The divide has vague parallels to the '60s and '70s, when “Black Power” militants criticized the concept of nonviolent resistance as a means of abolishing systemic oppression. Their lack of harmony arguably hindered the collective power of the civil rights movement. The difference today however is that these organizations are not diametrically opposed to Black Lives Matter. Even the most conservative community groups aren't specifically pushing to put people in jail; they want the same reformation of their communities that Black Lives Matter chapters do.


In a country full of immense oppression and bigotry against people of color, it's strictly more efficient for groups to have a narrow focus. If an organization was to acquiesce to the desires of every group that felt they were oppressed, it would likely become as rudderless and impotent as many believe occupy Wall Street to have been.

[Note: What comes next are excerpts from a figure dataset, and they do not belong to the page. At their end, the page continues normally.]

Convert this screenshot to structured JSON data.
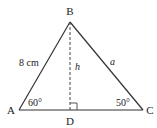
{
  "diagram": {
    "type": "triangle-with-altitude",
    "vertices": {
      "A": {
        "label": "A",
        "x": 19,
        "y": 110
      },
      "B": {
        "label": "B",
        "x": 70,
        "y": 22
      },
      "C": {
        "label": "C",
        "x": 143,
        "y": 110
      },
      "D": {
        "label": "D",
        "x": 70,
        "y": 110
      }
    },
    "side_AB_label": "8 cm",
    "side_BC_label": "a",
    "altitude_label": "h",
    "angle_A_label": "60°",
    "angle_C_label": "50°",
    "colors": {
      "stroke": "#333333",
      "text": "#222222",
      "background": "#ffffff"
    }
  }
}
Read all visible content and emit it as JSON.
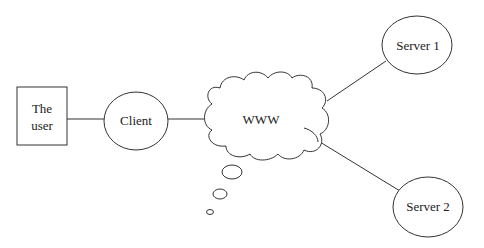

Black Lives Matter started as a movement against state-sanctioned violence, not gun violence. Holding their slogan against them and implying that victims of street violence are irrelevant to them stirs unnecessary resentment in a time when solidarity is crucial. It's to be noted that Black Lives Matter, started by women who identify as Queer Feminists, frequently advocates for people who rarely see demonstrations for them—unless it's done by them.


For instance, the #SayHerName movement was started specifically because the deaths of Black women at the hands of police were lost in the young-Black-male-centric coverage of police brutality. The continued violence against transgender people is even less discussed. Black Lives Matter members could easily reciprocate consternation for the aforementioned nonprofits that say nothing about those issues. They don't however.


Why don't these activists do their best to resurrect “stop the violence,” “increase the peace,” or “self-destruction” as the calling card of an anti-gun violence movement? Until then, they will appear foolish and short sided for expecting a movement which has clearly laid their ground rules out, to be swayed by their misconceptions.